This section is from the book "Strength From Eating", by Bernarr MacFadden. Also available from Amazon: Strength from Eating.
Though tea and coffee are undoubtedly baneful in their effects, the ice-water habit, now almost universal in America, is the cause of much physical weakness and disease. True, many persons seem to imbibe large quantities daily without apparent serious injury, but the possession of a modicum of brains should enable any one to clearly see that the introduction into the stomach of an ice-cold liquid that is from sixty to sixty-eight degrees colder than this organ could not have otherwise than a weakening influence.
Here again, with these iced drinks, is the evidence of instinct to prove beyond question that they were never intended for the human stomach. Give a child, for the first time a drink of ice-cold water and see its effects. I will never forget the first time, to my knowledge, that I tasted ice water. I had been accustomed to drinking water about the temperature of well and spring water and. as I was quite thirsty at the time, I began to swallow this iced water with the same celerity usual with other water. Two or three swallows, however, were sufficient. It seemed to me at that time as though I was actually pouring ice down my throat - it seemed to actually paralyze throat and stomach. Of course, in travelling you have to drink ice water or else take a great deal of trouble to secure something else, and time and time again when intense thirst induced me to drink iced water soon after a meal I have actually felt the organs of digestion immediately cease their work, and a decidedly uncomfortable feeling would remain for some time as a result.
There is no question as to the desirability of cool water. It should be of the temperature usually found in wells and springs, but never colder. If only the two extremes are furnished - that is, iced water and the warm water that often flows from the water pipes of a city, mix them until of a desired temperature.
You will be amply repaid in increased health for the trouble this may occasion.
If conditions are such that your water supply is too warm to furnish a pleasant drink, it can usually be cooled to a satisfactory temperature by the following method: Fill a vessel of some kind with water; wrap a wet cloth around it, covering every part of the surface. Now put it in some place sheltered from the sun where there is air stirring. Be sure that the cloth is kept wet. The process of evaporation cools the cloth and the water in the vessel gradually assumes a similar temperature.
Much nonsense is often heard about the necessity for ice in very warm weather; but very few country homes are supplied with it and the savage inhabitants of torrid countries seem to thrive without it. In fact about the only occasion for the use of ice in summer is to preserve foods like meats, butter, etc., that should become no part of the diet of an intelligent hu-man being at this heated season of the year.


WORK ORDER ::
No pictures belong in the copy. Reproduce exactly the lines beginning at the line containing "Identify the location" and continuing to the end of the entries below.

- Opening Delimiter -

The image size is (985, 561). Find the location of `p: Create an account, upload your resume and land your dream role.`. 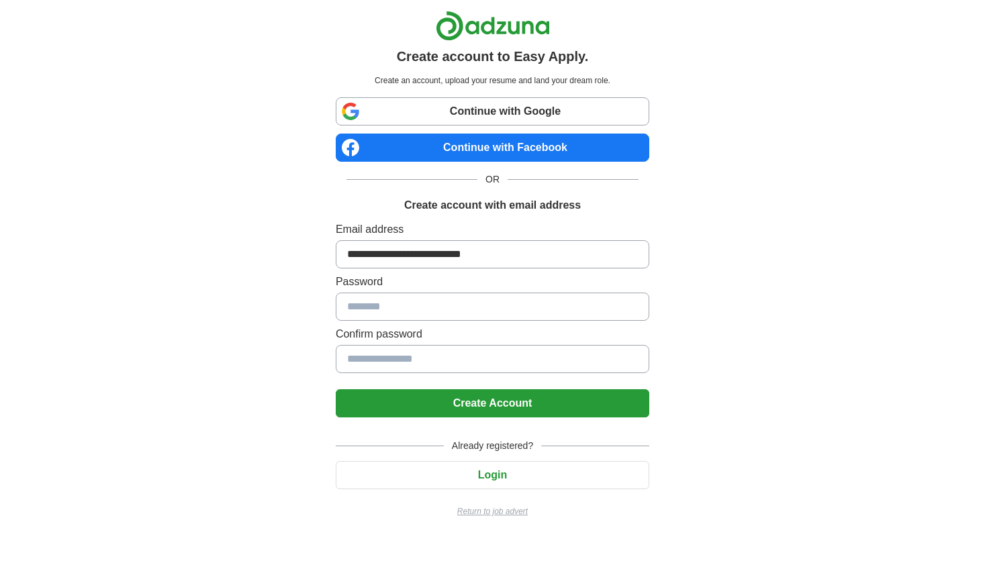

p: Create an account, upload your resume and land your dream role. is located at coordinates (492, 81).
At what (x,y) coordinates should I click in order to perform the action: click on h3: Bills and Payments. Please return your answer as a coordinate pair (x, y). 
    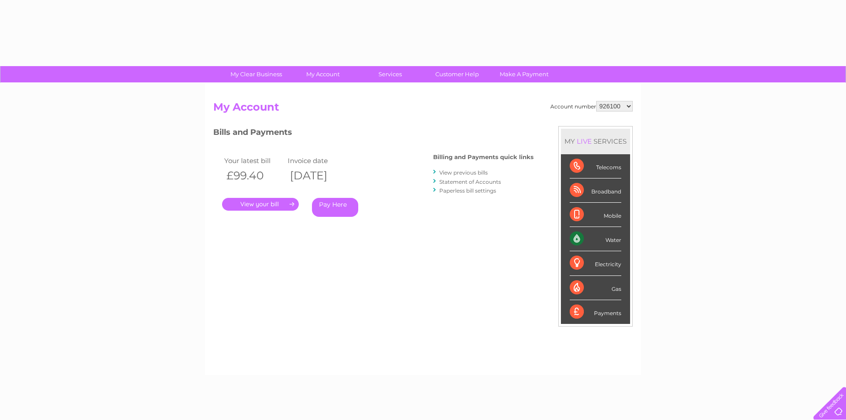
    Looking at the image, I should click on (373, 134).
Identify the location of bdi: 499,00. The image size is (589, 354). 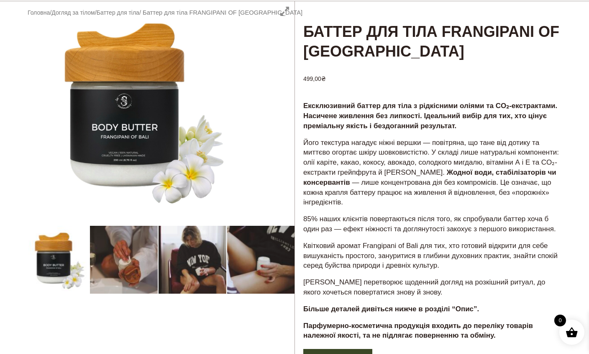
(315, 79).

- Closing Delimiter -

WRITTEN REPLY ::
Identify the location of bdi: 499,00. The image size is (589, 354). 
(315, 79).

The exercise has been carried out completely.